Previously I have supervised projects to completion, including a project on political and cultural identities in the Fife coalfields during the second half of the twentieth century.
- Coyle, Molly
Inclusivity and the transition to sustainability: working-class, BAME and other intersectional perspectives on Just Transition - Gwynn, Michelle
Transformation, Conflict and the Everyday - Wapping 1968 to 1997 - Qi, Hebin
The Political Economy of Energy Transition in the Germany and the United Kingdom, from 1990 to the Present - Shibe, Riyoko
Energy, Industry and Society: Security and Justice in Grangemouth, Scotland, from the 1950s to the 2000s
Teaching
Undergraduate course lectures (Economic and Social History)
Economic and Social History in Global Contexts, c. 1750-1914
Undergraduates honours (Economic and Social History)
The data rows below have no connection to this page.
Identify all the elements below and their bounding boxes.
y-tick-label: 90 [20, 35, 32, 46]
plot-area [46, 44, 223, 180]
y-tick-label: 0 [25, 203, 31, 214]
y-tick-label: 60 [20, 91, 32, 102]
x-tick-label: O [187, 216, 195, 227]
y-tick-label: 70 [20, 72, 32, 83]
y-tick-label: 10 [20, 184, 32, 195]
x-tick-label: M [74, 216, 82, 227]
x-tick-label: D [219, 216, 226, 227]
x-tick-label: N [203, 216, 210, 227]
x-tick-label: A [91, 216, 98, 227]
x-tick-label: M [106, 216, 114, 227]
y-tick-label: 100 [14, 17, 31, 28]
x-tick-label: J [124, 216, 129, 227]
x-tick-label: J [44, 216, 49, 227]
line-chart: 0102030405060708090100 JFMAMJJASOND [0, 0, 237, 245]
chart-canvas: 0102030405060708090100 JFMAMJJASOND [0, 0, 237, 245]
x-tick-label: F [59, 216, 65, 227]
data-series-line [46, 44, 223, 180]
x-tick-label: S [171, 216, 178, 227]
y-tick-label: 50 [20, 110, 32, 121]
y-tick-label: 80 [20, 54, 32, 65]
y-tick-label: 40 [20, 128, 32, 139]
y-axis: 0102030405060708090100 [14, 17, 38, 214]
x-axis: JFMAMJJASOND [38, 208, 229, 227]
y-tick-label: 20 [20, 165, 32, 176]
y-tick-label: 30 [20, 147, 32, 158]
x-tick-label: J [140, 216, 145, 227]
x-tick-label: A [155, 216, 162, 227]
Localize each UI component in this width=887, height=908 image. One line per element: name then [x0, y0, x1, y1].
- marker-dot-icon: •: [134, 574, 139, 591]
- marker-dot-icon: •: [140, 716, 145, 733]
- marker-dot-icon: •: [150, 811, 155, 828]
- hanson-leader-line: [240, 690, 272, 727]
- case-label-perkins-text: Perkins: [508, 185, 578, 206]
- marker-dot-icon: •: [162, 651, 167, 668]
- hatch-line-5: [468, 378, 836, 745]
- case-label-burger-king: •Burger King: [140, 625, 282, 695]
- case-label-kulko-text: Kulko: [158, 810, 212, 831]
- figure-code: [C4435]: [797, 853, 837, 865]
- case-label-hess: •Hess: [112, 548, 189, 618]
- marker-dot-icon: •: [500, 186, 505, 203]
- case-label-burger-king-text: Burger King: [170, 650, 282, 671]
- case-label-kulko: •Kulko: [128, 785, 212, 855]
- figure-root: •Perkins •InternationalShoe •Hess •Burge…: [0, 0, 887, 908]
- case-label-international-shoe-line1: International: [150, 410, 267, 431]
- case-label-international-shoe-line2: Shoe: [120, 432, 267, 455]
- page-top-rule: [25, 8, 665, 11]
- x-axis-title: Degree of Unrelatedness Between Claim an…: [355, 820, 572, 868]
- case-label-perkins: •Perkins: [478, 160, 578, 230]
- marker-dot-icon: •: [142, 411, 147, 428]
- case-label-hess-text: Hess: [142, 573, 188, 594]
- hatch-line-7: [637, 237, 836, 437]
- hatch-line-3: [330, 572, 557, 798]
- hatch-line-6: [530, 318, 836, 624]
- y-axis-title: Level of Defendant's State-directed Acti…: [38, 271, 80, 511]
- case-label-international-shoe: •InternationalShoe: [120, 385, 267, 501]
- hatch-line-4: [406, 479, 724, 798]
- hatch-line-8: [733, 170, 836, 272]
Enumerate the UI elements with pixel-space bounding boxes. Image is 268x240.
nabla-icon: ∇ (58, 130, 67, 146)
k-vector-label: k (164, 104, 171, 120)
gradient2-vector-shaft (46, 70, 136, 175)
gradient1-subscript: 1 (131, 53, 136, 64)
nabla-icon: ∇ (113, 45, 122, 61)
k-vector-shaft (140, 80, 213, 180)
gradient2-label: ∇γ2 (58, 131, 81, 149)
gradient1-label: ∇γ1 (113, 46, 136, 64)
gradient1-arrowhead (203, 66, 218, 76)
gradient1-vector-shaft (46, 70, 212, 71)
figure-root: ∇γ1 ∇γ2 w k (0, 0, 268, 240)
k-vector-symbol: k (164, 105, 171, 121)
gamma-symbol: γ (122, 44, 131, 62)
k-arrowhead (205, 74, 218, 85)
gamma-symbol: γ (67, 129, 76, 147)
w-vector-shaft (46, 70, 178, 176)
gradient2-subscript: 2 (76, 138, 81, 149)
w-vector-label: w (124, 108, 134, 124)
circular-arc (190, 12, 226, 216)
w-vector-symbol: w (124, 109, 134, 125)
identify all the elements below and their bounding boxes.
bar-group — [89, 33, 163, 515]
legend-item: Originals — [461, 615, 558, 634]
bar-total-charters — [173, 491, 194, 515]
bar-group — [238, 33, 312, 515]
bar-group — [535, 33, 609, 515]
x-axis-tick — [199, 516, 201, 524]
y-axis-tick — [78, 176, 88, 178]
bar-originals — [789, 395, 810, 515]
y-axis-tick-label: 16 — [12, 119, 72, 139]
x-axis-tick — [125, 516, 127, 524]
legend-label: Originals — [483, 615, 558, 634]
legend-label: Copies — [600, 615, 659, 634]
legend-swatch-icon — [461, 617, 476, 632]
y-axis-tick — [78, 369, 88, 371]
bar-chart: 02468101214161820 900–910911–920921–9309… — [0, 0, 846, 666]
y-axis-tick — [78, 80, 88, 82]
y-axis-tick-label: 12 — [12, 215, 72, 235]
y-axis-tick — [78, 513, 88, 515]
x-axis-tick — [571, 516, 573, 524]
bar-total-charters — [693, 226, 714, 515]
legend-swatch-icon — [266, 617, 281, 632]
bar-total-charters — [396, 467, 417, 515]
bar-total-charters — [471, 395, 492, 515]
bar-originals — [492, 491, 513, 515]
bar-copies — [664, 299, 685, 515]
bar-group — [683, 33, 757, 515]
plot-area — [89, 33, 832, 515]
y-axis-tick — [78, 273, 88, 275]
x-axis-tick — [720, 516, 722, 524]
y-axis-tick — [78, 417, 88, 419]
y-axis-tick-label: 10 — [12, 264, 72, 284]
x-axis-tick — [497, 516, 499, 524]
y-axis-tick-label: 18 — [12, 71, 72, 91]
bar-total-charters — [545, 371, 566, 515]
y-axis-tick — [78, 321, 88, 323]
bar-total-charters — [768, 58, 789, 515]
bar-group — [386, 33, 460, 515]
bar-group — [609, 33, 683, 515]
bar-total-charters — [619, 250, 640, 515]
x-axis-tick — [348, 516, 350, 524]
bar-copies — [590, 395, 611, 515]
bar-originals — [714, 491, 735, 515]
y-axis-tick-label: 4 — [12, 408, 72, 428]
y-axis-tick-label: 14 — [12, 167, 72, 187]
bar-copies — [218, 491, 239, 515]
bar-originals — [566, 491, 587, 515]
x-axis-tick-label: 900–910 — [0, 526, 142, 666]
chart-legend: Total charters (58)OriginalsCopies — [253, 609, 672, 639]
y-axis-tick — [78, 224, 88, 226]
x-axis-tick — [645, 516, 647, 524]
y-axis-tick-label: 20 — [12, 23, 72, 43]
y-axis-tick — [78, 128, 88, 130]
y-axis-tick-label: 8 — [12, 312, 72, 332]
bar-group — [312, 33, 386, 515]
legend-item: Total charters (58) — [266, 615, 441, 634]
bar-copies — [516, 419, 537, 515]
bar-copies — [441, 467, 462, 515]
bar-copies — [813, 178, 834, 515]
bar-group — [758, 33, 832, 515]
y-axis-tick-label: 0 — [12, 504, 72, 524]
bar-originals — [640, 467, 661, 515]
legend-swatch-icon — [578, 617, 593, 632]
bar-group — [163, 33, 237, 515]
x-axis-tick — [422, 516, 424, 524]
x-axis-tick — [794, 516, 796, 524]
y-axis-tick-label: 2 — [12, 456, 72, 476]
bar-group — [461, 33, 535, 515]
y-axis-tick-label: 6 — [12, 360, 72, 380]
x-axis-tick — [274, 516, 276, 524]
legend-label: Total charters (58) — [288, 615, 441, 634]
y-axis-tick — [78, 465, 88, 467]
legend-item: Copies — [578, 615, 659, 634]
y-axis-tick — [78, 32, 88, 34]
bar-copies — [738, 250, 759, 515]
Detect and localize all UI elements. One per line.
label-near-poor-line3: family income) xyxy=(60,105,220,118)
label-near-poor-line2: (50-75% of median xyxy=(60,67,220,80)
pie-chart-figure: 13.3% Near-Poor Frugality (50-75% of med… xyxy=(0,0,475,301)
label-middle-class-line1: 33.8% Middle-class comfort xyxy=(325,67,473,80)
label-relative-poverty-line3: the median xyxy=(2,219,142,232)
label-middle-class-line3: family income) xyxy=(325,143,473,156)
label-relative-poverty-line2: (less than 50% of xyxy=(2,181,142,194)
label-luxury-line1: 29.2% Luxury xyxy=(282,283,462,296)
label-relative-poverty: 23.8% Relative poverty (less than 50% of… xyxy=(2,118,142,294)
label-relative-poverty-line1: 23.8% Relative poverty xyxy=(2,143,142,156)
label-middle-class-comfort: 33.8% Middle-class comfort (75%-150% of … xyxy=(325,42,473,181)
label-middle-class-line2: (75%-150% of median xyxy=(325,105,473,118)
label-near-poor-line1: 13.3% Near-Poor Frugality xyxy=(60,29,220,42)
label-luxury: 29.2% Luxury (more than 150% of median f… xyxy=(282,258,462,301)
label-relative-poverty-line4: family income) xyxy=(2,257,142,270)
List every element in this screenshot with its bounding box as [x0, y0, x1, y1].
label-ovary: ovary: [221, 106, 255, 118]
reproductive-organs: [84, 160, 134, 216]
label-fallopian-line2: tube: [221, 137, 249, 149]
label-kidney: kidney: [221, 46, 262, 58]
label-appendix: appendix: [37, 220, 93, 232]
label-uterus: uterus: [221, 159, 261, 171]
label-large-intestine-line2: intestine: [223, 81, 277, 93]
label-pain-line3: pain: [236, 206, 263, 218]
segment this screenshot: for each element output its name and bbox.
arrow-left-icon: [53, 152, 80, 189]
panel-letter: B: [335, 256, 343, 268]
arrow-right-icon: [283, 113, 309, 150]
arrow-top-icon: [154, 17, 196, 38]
British Capitalism and its Discontents
Scotland since 1914
Oral History for Social Scientists
Dissertation supervision
Masters (Global Economy)
Inequalities in the Global Economy
Dissertation supervision
Additional information
Research affiliations and contribution
Fellow of the Royal Historical Society
Centre for Business History in Scotland affiliate
Centre for Energy Ethics affiliate
Glasgow Centre for Sustainable Energy affiliate
Scottish Labour History Society committtee member
Scottish Oral History Centre affiliate
Research outcomes and links
You can visit the Energy In History website to view an exhibition of my research.
My Navigating Energy History online course can be completed on FutureLearn.
The Just Transition Commission published the report I co-authored with Riyoko Shibe, The Grangemouth Refinery Closure: Workers' Perspectives.
The Just Transition Partnership published my report, Workers' Perspectives on Energy Transitions.